Thursday, August 2, 2012

WHAT AM I FIGHTING FOR?

Good Thursday morning to you.

As promised, I’m going to touch on the “fighting” piece of this blog. Of course, we know you have to fight your busy schedule, traditional way of shopping, convenience foods and those friends and coworkers who say “but, it's your birthday! Just one piece of cake!” to eat healthy. But there is a bigger fight. A fight for freedom.
  • Freedom to consume what you believe is healthy for you and your family (raw milk).
  • Freedom to know what is in your food (Genetically-modified Organisms – GMOs).
  • Freedom to decide what you and your family should put in your body (vaccinations).
  • Freedom to earn a living by growing and preparing nutritious meals at your home and selling it to your community.
  • Freedom to raise heritage breed animals and raise chickens in your backyard. (Michigan DNR’s Invasive Species Order; backyard chicken bans)
  • Freedom to turn your backyard into a garden.
  • The basic right to have access to good food.

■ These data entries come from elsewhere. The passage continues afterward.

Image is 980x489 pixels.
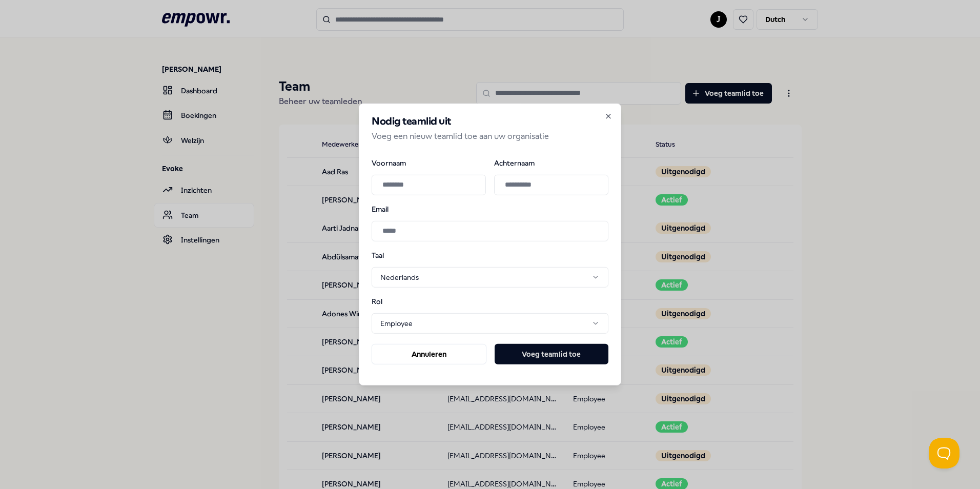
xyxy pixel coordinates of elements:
label: Voornaam [372,159,486,166]
h2: Nodig teamlid uit [372,116,609,127]
button: Voeg teamlid toe [495,344,609,364]
label: Taal [372,251,425,258]
p: Voeg een nieuw teamlid toe aan uw organisatie [372,130,609,143]
label: Rol [372,298,425,305]
button: Annuleren [372,344,487,364]
label: Email [372,205,609,212]
label: Achternaam [494,159,609,166]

Real food.



America’s food subsidy program and political system is, in my view, terribly backwards. It rewards environmentally-repugnant lagoon systems and high fructose corn syrup (by the way, these are on us… first in tax dollars to subsidize and later in healthcare costs to deal with obesity and disease). According to a report by the Cato Institute, for every dollar of profits earned by ADM’s corn sweetener operations, taxpayers contribute $10. These are the names you should know: ADM, Monsanto, Tyson, Smithfield, Cargill, among others. They dominate your food supply chain. This is the system that delivered us mad cow disease. The broken system that unleashes unsafe pathogens into our grocery stores, into the bodies of our children, our grandparents.

This system does not reward you (unless you count cheap, unhealthy food-like products) and neither does it reward the American farmer. The farmer gets less than 10% of the cost of your food. Additionally, farm subsidies go to the largest farmers/landowners/businesses. When a genetically-modified Monsanto seed contaminates a neighbor’s organic farm, the neighbor must compensate Monsanto.

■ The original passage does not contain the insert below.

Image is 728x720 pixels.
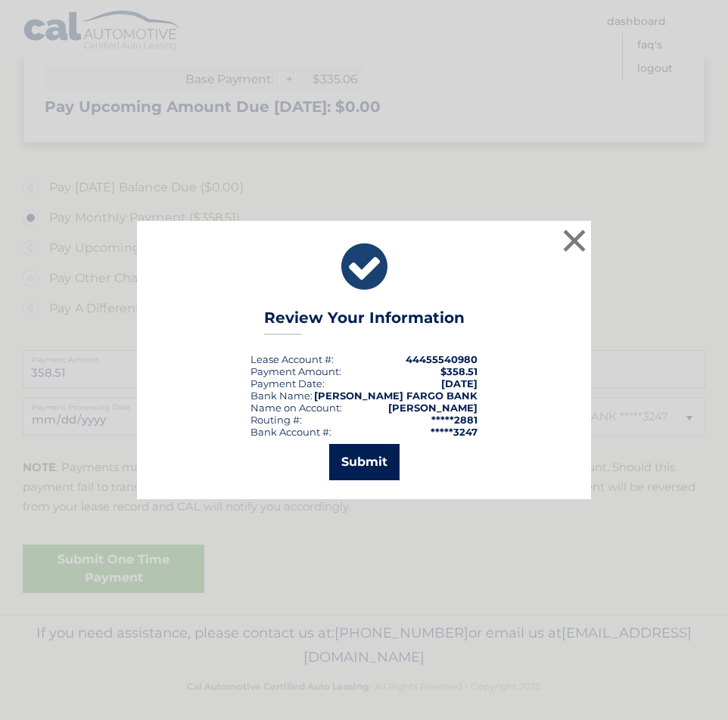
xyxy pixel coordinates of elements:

And neither does it reward the environment. The soil is depleted of nutrients due to environmentally-disrespectful farming practice. What kind of food can possibly come from malnourished soil? Chemical pesticides and fertilizers and manure lagoons leach into the ground and into our water. Estimates on the number of superfund sites for which Monsanto is at least partially responsible range from 56 to 93.

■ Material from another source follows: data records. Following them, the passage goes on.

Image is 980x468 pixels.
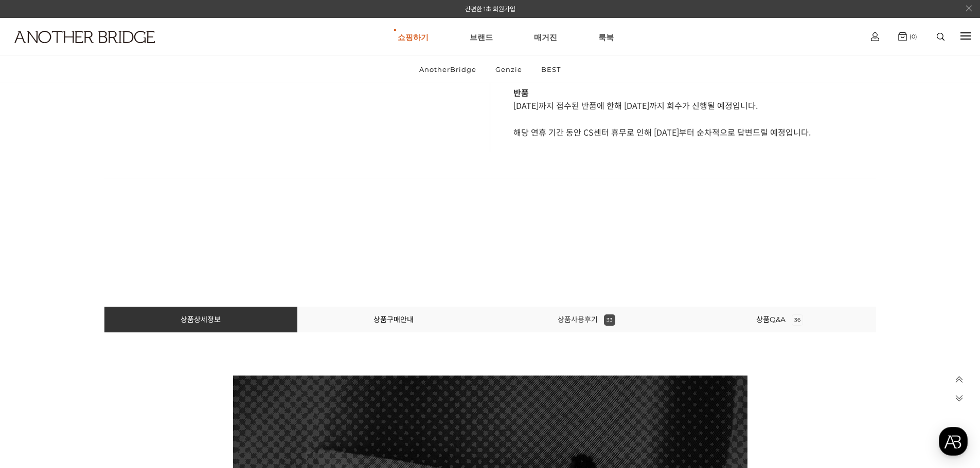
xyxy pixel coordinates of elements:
a: Genzie [487,56,531,83]
a: 설정 [133,326,198,352]
span: 36 [791,315,803,326]
span: 홈 [33,341,39,349]
p: [DATE]까지 접수된 반품에 한해 [DATE]까지 회수가 진행될 예정입니다. [513,99,876,112]
a: 매거진 [534,18,557,56]
a: 상품Q&A [756,315,803,324]
img: cart [898,32,907,41]
a: AnotherBridge [411,56,485,83]
a: (0) [898,32,917,41]
img: logo [14,31,155,43]
span: (0) [907,33,917,40]
p: 해당 연휴 기간 동안 CS센터 휴무로 인해 [DATE]부터 순차적으로 답변드릴 예정입니다. [513,126,876,139]
a: 상품사용후기 [557,315,615,324]
img: search [937,33,945,41]
a: 대화 [68,326,133,352]
span: 대화 [94,342,107,350]
a: 상품구매안내 [373,315,413,324]
a: 브랜드 [470,18,492,56]
a: 쇼핑하기 [398,18,428,56]
span: 33 [604,315,615,326]
a: BEST [532,56,569,83]
strong: 반품 [513,86,529,99]
a: logo [5,31,152,68]
a: 홈 [3,326,68,352]
a: 룩북 [598,18,613,56]
span: 설정 [159,341,171,349]
a: 상품상세정보 [181,315,220,324]
a: 간편한 1초 회원가입 [465,5,515,13]
img: cart [870,32,879,41]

Right now, there are a few battles raging on, but I will start with just one – the BIG one – the farm bill. Where Congress decides how to allocate your tax dollars throughout the agricultural complex. I will post later a brief overview of two pieces of the bill that I (and my real food comrades) am urgently opposed to and what you can do if you want to take action.

Thanks for reading. I hope you understanding that my fight is for the freedom to choose what to put in my body (food, air, water, medicine), the right for EVERYONE to know what is in their food and where it came from and how it was raised / grown / prepared / packaged, and the right to grow your own food for you and your community if you choose to do so.


Sidenote: I believe strongly that huge corporations can’t possibly have my best interest at heart. They don’t know me. They don’t even know their own employees. And they seem to like to shirk accountability when things go wrong. I believe in the power of personal relationships. Are you more likely to cheat a stranger or your friend? Food for thought.